Dharmasthala case: political certainty meets judicial reality

 When public anger over the Soujanya rape and murder refused to fade, Karnataka’s Home Minister G Parameshwara chose personal wish  over facts. He declared the case a “closed chapter,” insisting there was no scope for reopening it. Deputy Chief Minister D K Shivakumar went a step further. In his characteristic bluntness, he dismissed allegations against the powerful Dharmasthala establishment as `shadyantra', effectively taking sides with the temple’s administrators. Those statements were not casual remarks; they shaped the State’s posture of denial for years.


The Karnataka High Court’s recent order has now rendered those political certainties untenable. By seeking full details of seventy-four unnatural death cases including that of Soujanya, recorded over two decades in and around Dharmasthala, the court has made it clear that closure declared by politicians carries no legal sanctity. More significantly, the court has revived a question the government deliberately buried: compliance with the CBI court’s order to set up an acquittal committee, in the Soujanya case.

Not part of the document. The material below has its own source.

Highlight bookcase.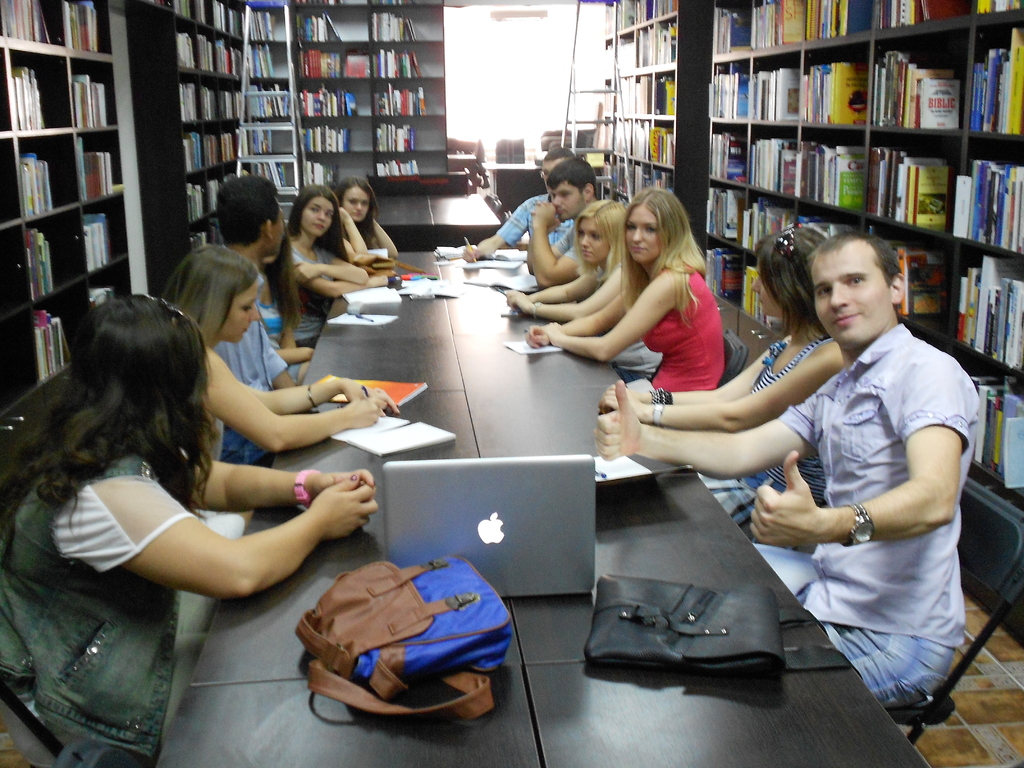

That order went to the heart of institutional wrongdoing. While acquitting Santosh Rao, the CBI court recorded that the police had consciously framed an innocent man and derailed the investigation. It therefore directed the State to constitute an acquittal committee to identify and fix responsibility on the erring officers. This was not advisory. It was a mandate. The government and the police ignored it.

That silence now appears calculated. An acquittal committee would not merely expose individual officers; it would trace the chain of command behind a fabricated prosecution. It would reveal who needed a convenient culprit, who authorised the narrative of closure, and who benefited from justice being misdirected. This prospect explains the rare political consensus—across ruling and opposition lines—to look away.

The High Court has ended that comfort. Parameshwara’s “closed chapter” and Shivakumar’s “conspiracy” claims now stand against a judicial record that speaks of plots, suppression, and defiance of court orders. For the public, this intervention restores a fragile but vital belief: that when politics shields power, courts can still force the truth back into the open.